Three highly decorated U.S. Forest Service workers have been sued by a San Diego businessman under the civil RICO Act (known as the Racketeering Act) for trying to block a luxury condo development and the Justice Department has left them to fend for themselves.

Okovita sued under the federal Racketeer Influenced and Corrupt Organizations Act, a statute originally passed in 1970 to strengthen the government's arsenal against mobsters and drug lords. As time has passed, the law has been used against a variety of individuals and groups. Legal experts, however, said they believed this was the first time the law had been targeted at Forest Service employees.

The three Forest Service employees and Steers said the charges against them are patently false. The government workers maintain that they were acting in their official capacity as Forest Service employees and have done nothing wrong. Steers said Okovita's suit was brought partly "to intimidate other activists from speaking out. That won't work," she said.

Despite a recommendation by the Agriculture Department and notwithstanding that it is customary for DOJ to represent agency employees accused of wrongdoing, the Justice Department has not provide lawyers for the three workers. One of the workers, Robin Eliason, is a renowned expert on bald eagles.

Okovita's project came to a halt last May when a federal judge in Riverside issued a preliminary injunction saying that two activist groups, Friends of Fawnskin and the Center for Biological Diversity, had demonstrated that the development had "the potential to both harass and harm the bald eagle," which is protected under the federal Endangered Species Act. The plaintiffs have shown that "a violation of the Endangered Species Act is at least likely in the future," U.S. District Judge Robert Timlin said in a written ruling.

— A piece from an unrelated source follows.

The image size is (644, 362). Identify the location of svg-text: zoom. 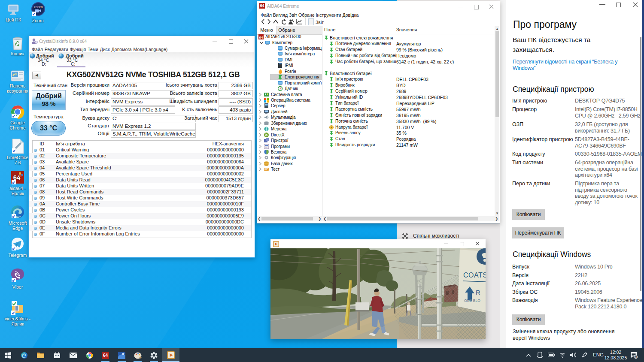
(39, 7).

Frank Fraley, a Los Angeles lawyer representing the Forest Service employees, said the suit against his clients was filed in retaliation.

According to another lawyer for one of the sued workers:

...the RICO case [is] "a classic SLAPP [Strategic Lawsuit Against Public Participation] suit. It has been filed to retaliate against people who had the good sense and strength to stand up for what they believe and to punish them for taking advantage of their constitutional rights."